VIII. Biological actions of relaxin that might underlie a role in cancer biology
A number of actions of relaxin at the tissue and cellular level are also important
components of tumour growth, development, and metastasis and present the possibility
that relaxin is involved the progression of cancer. Its action modulating connective
tissue, inducing angiogenesis and affecting cell growth and apoptosis are critical
in tumorigenesis and metastasis.
Evidence that relaxin affects tumour growth and development
Relaxin, acting in concert with estrogen and progesterone plays a critical role
in mammary gland development (Min and Sherwood, 1996; Winn et al., 1994). In
the mouse, the hormone induces mammary growth and differentiation (Bani and
Bigazzi, 1984). Conversely, mammary development is retarded and nipple development
impaired in the relaxin-deficient mouse (Zhao et al., 1999). Although lactational
changes do occur in the mammary tissue in the knock-out mice, the young are
unable to suck milk and starve to death which confirms the essential role that
relaxin plays in remodeling connective and epithelial tissue and development
of the nipples.
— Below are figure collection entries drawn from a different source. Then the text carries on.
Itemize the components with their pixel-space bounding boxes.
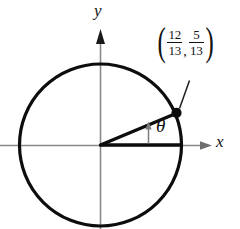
theta-angle-label: θ <box>156 116 165 135</box>
x-axis-label: x <box>216 133 224 150</box>
close-paren: ) <box>205 24 213 61</box>
x-axis-arrowhead <box>200 141 212 150</box>
unit-circle-figure: y x θ ( 12 13 , 5 13 ) <box>0 0 240 229</box>
x-coordinate-numerator: 12 <box>168 28 183 41</box>
y-coordinate-fraction: 5 13 <box>189 28 204 57</box>
x-coordinate-denominator: 13 <box>168 44 183 57</box>
y-coordinate-numerator: 5 <box>192 28 200 41</box>
terminal-point-coordinate-label: ( 12 13 , 5 13 ) <box>155 24 216 61</box>
terminal-point-dot <box>171 108 181 118</box>
label-leader-line <box>180 81 190 109</box>
y-axis-arrowhead <box>96 29 105 44</box>
coordinate-separator: , <box>183 45 187 61</box>
y-axis-label: y <box>94 2 102 19</box>
open-paren: ( <box>158 24 166 61</box>
x-coordinate-fraction: 12 13 <box>167 28 182 57</box>
y-coordinate-denominator: 13 <box>189 44 204 57</box>
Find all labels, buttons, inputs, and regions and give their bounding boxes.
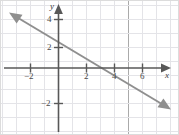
x-tick-label-4: 4: [112, 72, 117, 81]
y-tick-label-4: 4: [47, 15, 52, 24]
x-tick-label-6: 6: [140, 72, 145, 81]
y-tick-label-2: 2: [47, 43, 52, 52]
graph-canvas: [0, 0, 179, 135]
x-axis-label: x: [165, 71, 169, 80]
coordinate-plane-figure: −2 2 4 6 −2 2 4 y x: [0, 0, 179, 135]
y-tick-label-neg2: −2: [41, 99, 51, 108]
y-axis-label: y: [50, 2, 54, 11]
x-tick-label-neg2: −2: [24, 72, 34, 81]
x-tick-label-2: 2: [84, 72, 89, 81]
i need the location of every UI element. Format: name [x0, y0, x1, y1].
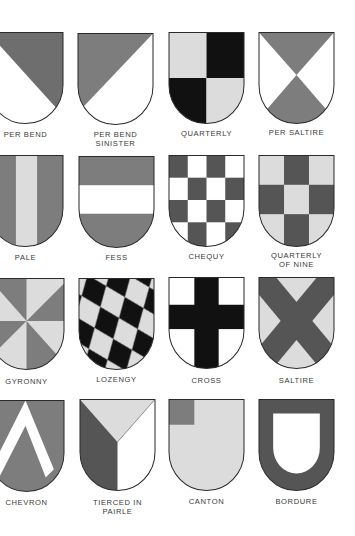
per-saltire-shield-icon — [259, 32, 334, 124]
gyronny-shield-icon — [0, 278, 64, 370]
bordure-shield-icon — [259, 399, 334, 491]
per-bend-shield-icon — [0, 32, 63, 124]
fess-shield-icon — [79, 156, 154, 248]
quarterly-of-nine-shield-icon — [259, 155, 334, 247]
chevron-shield-icon — [0, 400, 64, 492]
per-bend-sinister-shield-icon — [78, 33, 153, 125]
shield-label: SALTIRE — [239, 376, 354, 385]
chequy-shield-icon — [169, 155, 244, 247]
shield-label: QUARTERLY OF NINE — [239, 251, 354, 269]
saltire-shield-icon — [259, 277, 334, 369]
cross-shield-icon — [169, 277, 244, 369]
pale-shield-icon — [0, 155, 63, 247]
shield-label: BORDURE — [239, 497, 354, 506]
lozengy-shield-icon — [79, 278, 154, 370]
quarterly-shield-icon — [169, 32, 244, 124]
shield-label: PER SALTIRE — [239, 128, 354, 137]
canton-shield-icon — [169, 399, 244, 491]
tierced-in-pairle-shield-icon — [80, 399, 155, 491]
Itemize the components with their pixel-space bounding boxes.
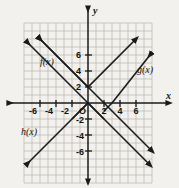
label-f: f(x) [40,56,55,68]
x-tick-label: 4 [117,106,122,116]
y-tick-label: -6 [76,147,84,157]
graph-figure: y x O -6 -4 -2 2 4 6 6 4 2 -2 -4 -6 f(x)… [0,0,179,188]
x-tick-label: 6 [133,106,138,116]
coordinate-plane-svg: y x O -6 -4 -2 2 4 6 6 4 2 -2 -4 -6 f(x)… [0,0,179,188]
x-tick-label: -2 [61,106,69,116]
x-tick-label: 2 [101,106,106,116]
y-tick-label: 4 [76,66,81,76]
y-axis-name: y [92,5,98,16]
y-tick-label: -4 [76,131,84,141]
x-tick-label: -4 [45,106,53,116]
y-tick-label: -2 [76,115,84,125]
label-h: h(x) [21,126,38,138]
y-tick-label: 2 [76,82,81,92]
label-g: g(x) [137,64,154,76]
x-tick-label: -6 [29,106,37,116]
y-tick-label: 6 [76,50,81,60]
x-axis-name: x [165,90,171,101]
Similarly, both H1 and H2 relaxin are present in human breast
and have been linked to normal development. They have also been implicated in
neoplastic growth of the breast (Tashima et al., 1994; Mazoujian and Bryant-Greenwood,
1990; Bryant-Greenwood et al., 1994). Moveover, Tashima et al., (1994) reported
the presence of relaxin (H2) transcripts were identified in 100% of neoplastic
mammary tissue (benign and malignant) with relatively low proportions in non-neoplastic
tissue. LGR7 receptors are present in both malignant human breast cancer tissues
and in human mammary tumour cell lines (Silvertown et al., 2003a) suggesting
that the neoplastic tissue is not only producing relaxin but is also a target
for the hormone. The possible extracellular roles of relaxin in tumour growth,
development and metastasis are discussed later in the review. Low concentrations
of relaxin over short periods of time appear to promote the growth of breast
adenocarcinoma cells in vitro (Sacchi et al., 1994; Bani et al., 1999) and Binder
et al., (2004) reported that there are elevated circulating levels of relaxin
in women with breast cancer - particularly those with metastatic disease. Relaxin
stimulates invasiveness and migration of breast tissue, thyroid, and endometrial
carcinoma cells in vitro and is accompanied by up-regulation of matrix metalloproteinase
activity and expression of vascular endothelial growth factors (VEGF) (Binder
et al., 2002; Kamat et al., 2006; Hombach-Klonisch et al., 2006). Prorelaxin
2 (the precursor of relaxin) also stimulates the invasiveness of canine mammary
carcinoma cells (Silvertown et al., 2003b).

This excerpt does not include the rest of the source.